The Aten religion in Ancient Egypt 14th Century BC. It virtually came and went with one King, Akhenaten, which may indicate how centralised power must have been in that society.
The king's power to make his subjects adopt a new religion that they quickly abandoned after his death may have been to do with the country's natural geographical isolation by desert, good internal communications via the Nile, dependence on government to organise irrigation and production and storage of food in an economy dependent on the Nile floods and which lacked a currency or a merchant class, as well as the immense prestige of the Egyptian monarchy.
We know that Akenaten closed the temples of Egypt's colourful multiplicity of gods and goddesses like Re, Amun, Horus, Seth, Osiris, Isis, Hathor etc. and had their names defaced in inscriptions.
He instituted instead the worship of the sun disk, which he called the Aten, worshipped in temple courts open to the sky. He built a new capital city and pioneered new styles and even colours in art that would not be associated with worship of the old gods. He made himself the key figure in Aten worship.
Arguably, this was the first recorded monotheistic religion in the world. Whether it is coincidence that the next oldest recorded monotheistic religion, that of the Hebrews, appeared in a country, Israel, that is a near neighbour of Egypt, is an extremely important but open question.
After Akhenaten's death his immediate successors seem to have continued the Aten religion to an extent for a couple of years, but then abandoned it, along with his capital and artistic innovations. Akhenaten's son, born 'Tutankhaten', came to the throne a few years later as 'Tutankhamun', under which name he is still famous. Thereafter, Akhenaten's own name was chiselled out of inscriptions and left out of lists of Egyptian kings, and the memory of him and his religion removed from history, until the British archaeologist Flinders Petrie excavated the site of Akhenaten's capital in the early twentieth century.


_Work order_:
Write the records out again, keeping each line exactly as it is.

(Stored data entries)

--- START ---

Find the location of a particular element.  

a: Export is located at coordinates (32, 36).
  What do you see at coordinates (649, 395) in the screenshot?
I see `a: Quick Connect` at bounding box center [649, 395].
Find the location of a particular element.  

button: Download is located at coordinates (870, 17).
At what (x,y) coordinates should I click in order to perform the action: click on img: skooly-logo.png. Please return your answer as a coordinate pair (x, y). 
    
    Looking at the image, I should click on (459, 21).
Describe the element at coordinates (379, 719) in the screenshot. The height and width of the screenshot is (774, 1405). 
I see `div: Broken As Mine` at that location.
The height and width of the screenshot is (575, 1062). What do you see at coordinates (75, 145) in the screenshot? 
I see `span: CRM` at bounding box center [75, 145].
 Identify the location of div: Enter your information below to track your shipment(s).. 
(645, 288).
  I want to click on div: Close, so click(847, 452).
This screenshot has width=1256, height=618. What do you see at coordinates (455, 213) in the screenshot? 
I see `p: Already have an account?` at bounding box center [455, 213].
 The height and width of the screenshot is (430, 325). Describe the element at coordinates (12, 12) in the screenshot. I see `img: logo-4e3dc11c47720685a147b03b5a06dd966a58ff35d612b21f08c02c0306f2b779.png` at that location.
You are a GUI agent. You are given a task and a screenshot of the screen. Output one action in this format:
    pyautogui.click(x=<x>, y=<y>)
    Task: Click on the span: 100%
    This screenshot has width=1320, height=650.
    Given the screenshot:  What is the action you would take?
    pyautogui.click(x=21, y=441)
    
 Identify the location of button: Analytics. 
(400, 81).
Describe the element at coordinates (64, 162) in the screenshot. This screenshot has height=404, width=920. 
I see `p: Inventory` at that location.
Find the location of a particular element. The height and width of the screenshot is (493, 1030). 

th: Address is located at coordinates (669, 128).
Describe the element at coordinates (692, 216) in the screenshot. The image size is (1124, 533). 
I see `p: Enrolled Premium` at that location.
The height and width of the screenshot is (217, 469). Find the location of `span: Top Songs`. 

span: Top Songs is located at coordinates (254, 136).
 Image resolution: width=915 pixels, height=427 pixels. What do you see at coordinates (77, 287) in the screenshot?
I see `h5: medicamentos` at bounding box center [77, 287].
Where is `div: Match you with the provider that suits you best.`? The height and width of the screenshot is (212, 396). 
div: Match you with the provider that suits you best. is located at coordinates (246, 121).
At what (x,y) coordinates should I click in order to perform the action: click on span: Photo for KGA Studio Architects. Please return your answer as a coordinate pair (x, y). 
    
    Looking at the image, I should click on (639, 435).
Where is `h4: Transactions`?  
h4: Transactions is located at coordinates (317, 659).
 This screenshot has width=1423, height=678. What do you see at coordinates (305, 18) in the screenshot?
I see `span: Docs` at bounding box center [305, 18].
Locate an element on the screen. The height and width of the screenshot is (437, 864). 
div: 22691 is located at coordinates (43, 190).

--- END ---

_Task solution_:
Find the location of a particular element.  

a: Export is located at coordinates (32, 36).
  What do you see at coordinates (649, 395) in the screenshot?
I see `a: Quick Connect` at bounding box center [649, 395].
Find the location of a particular element.  

button: Download is located at coordinates (870, 17).
At what (x,y) coordinates should I click in order to perform the action: click on img: skooly-logo.png. Please return your answer as a coordinate pair (x, y). 
    
    Looking at the image, I should click on (459, 21).
Describe the element at coordinates (379, 719) in the screenshot. The height and width of the screenshot is (774, 1405). 
I see `div: Broken As Mine` at that location.
The height and width of the screenshot is (575, 1062). What do you see at coordinates (75, 145) in the screenshot? 
I see `span: CRM` at bounding box center [75, 145].
 Identify the location of div: Enter your information below to track your shipment(s).. 
(645, 288).
  I want to click on div: Close, so click(847, 452).
This screenshot has width=1256, height=618. What do you see at coordinates (455, 213) in the screenshot? 
I see `p: Already have an account?` at bounding box center [455, 213].
 The height and width of the screenshot is (430, 325). Describe the element at coordinates (12, 12) in the screenshot. I see `img: logo-4e3dc11c47720685a147b03b5a06dd966a58ff35d612b21f08c02c0306f2b779.png` at that location.
You are a GUI agent. You are given a task and a screenshot of the screen. Output one action in this format:
    pyautogui.click(x=<x>, y=<y>)
    Task: Click on the span: 100%
    This screenshot has width=1320, height=650.
    Given the screenshot:  What is the action you would take?
    pyautogui.click(x=21, y=441)
    
 Identify the location of button: Analytics. 
(400, 81).
Describe the element at coordinates (64, 162) in the screenshot. This screenshot has height=404, width=920. 
I see `p: Inventory` at that location.
Find the location of a particular element. The height and width of the screenshot is (493, 1030). 

th: Address is located at coordinates (669, 128).
Describe the element at coordinates (692, 216) in the screenshot. The image size is (1124, 533). 
I see `p: Enrolled Premium` at that location.
The height and width of the screenshot is (217, 469). Find the location of `span: Top Songs`. 

span: Top Songs is located at coordinates (254, 136).
 Image resolution: width=915 pixels, height=427 pixels. What do you see at coordinates (77, 287) in the screenshot?
I see `h5: medicamentos` at bounding box center [77, 287].
Where is `div: Match you with the provider that suits you best.`? The height and width of the screenshot is (212, 396). 
div: Match you with the provider that suits you best. is located at coordinates (246, 121).
At what (x,y) coordinates should I click in order to perform the action: click on span: Photo for KGA Studio Architects. Please return your answer as a coordinate pair (x, y). 
    
    Looking at the image, I should click on (639, 435).
Where is `h4: Transactions`?  
h4: Transactions is located at coordinates (317, 659).
 This screenshot has width=1423, height=678. What do you see at coordinates (305, 18) in the screenshot?
I see `span: Docs` at bounding box center [305, 18].
Locate an element on the screen. The height and width of the screenshot is (437, 864). 
div: 22691 is located at coordinates (43, 190).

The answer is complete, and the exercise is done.